The filmmakers make cinematic use of archival news footage, which these days is a pretty standard convention, but they don’t overdo the dramatic re-enactments and they use some commendably helpful graphics.
Their approach is hardly innovative but Malkinson directs with a kind of visceral energy that carries us along briskly, pausing to allow just the right respectful space for the family interviews, which are full of not only grief but anger, especially at the Malaysian government’s obvious inefficiency and confusion.
As the series shows with quiet sympathy and empathy, these relatives have suffered through years of speculation – of false hope and promises. As Malkinson suggests, her show is not just about what happened, “it was about the people that have been consumed by this for the past nine years … what does a mystery like this do to the people who are involved in it?”.
Those on board were eventually declared dead by the Malaysian government. It was a decision that enraged many. “Never in the history of human existence have 239 people been declared dead on the basis of mathematics,” says Wise. There was only satellite data, no physical evidence and to many it looked like the officials were hiding something and simply wanted the whole tragedy to move away.
At the series’ centre are the three main theories for the death of so many. The first episode, The Pilot, examines the theory that Shah, whose home flight simulator was found to have mapped a similar strange path to the one indicated by radar and satellite data, had destroyed the aircraft in a mass murder suicide.

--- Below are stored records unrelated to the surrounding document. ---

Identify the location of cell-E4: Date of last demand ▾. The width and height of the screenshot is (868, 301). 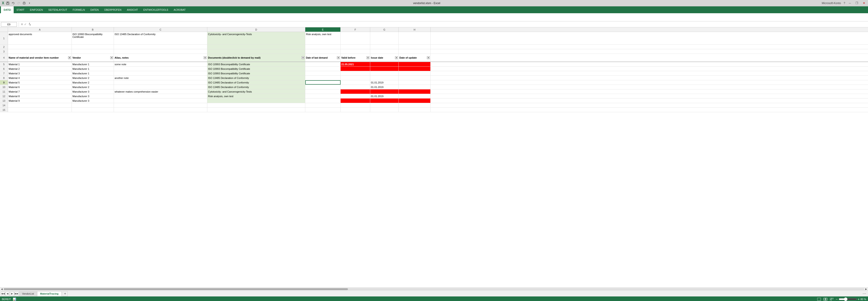
(323, 57).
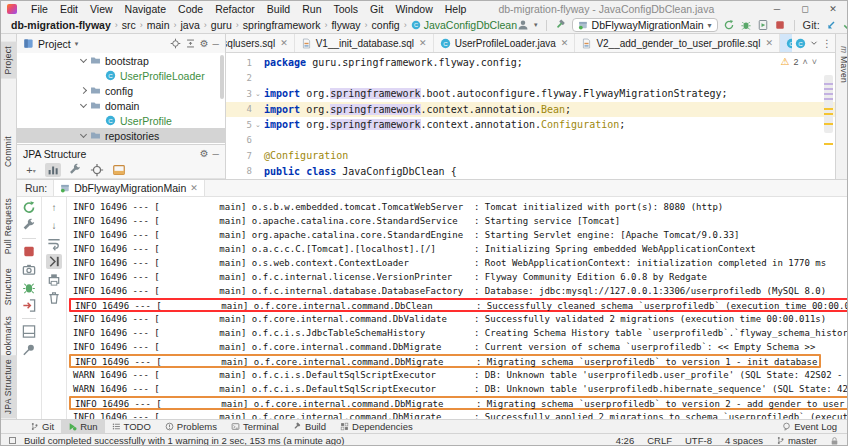 The width and height of the screenshot is (848, 446). What do you see at coordinates (9, 286) in the screenshot?
I see `toolwindow-button-structure: Structure` at bounding box center [9, 286].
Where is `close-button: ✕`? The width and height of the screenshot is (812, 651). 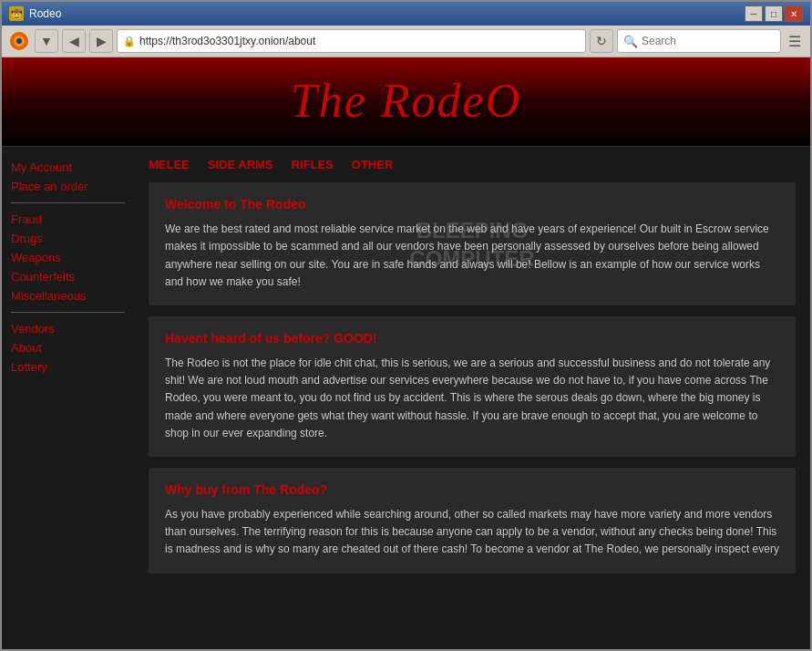
close-button: ✕ is located at coordinates (794, 14).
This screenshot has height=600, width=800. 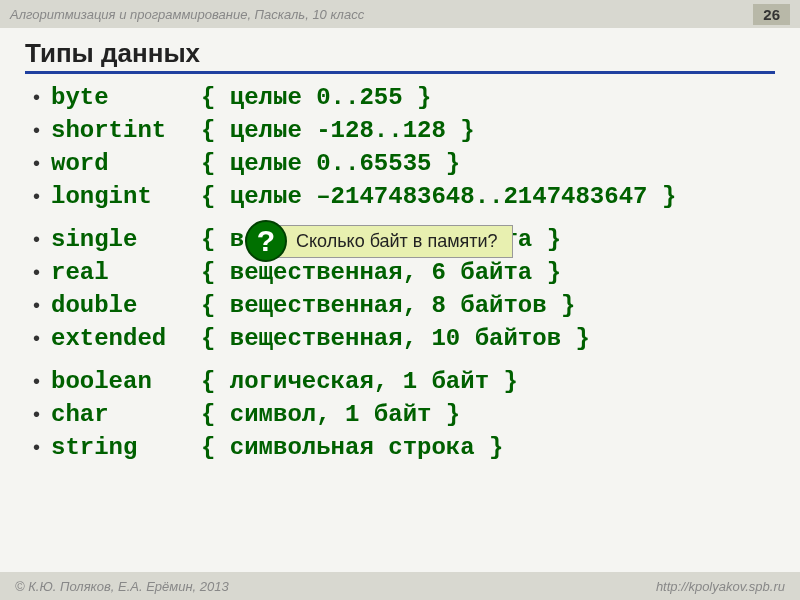 I want to click on type-comment: { целые 0..255 }, so click(x=316, y=98).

The second, The Hijack, follows Wise’s hypothetical theory that MH370 was stolen by Russian operatives. And the series wraps up with The Intercept, which interrogates the theory of French journalist LeMond’s Florence de Changy that the plane was shot down over the South China Sea by the US military to prevent mysterious cargo from reaching China. It’s an idea met with a great deal of criticism and ridicule.
The series veers at times on the murky and absurd side of journalism, edging into the world of the speculative movie thriller, but it’s obvious the filmmakers present it all with some scepticism. (There are aviation experts who vehemently disagree.)
I found it interesting and certainly watchable, moved by the almost insufferable sense of frustration still felt by the families and their fury over the way this mystery was handled and the way they were forced to cope with the unbelievable.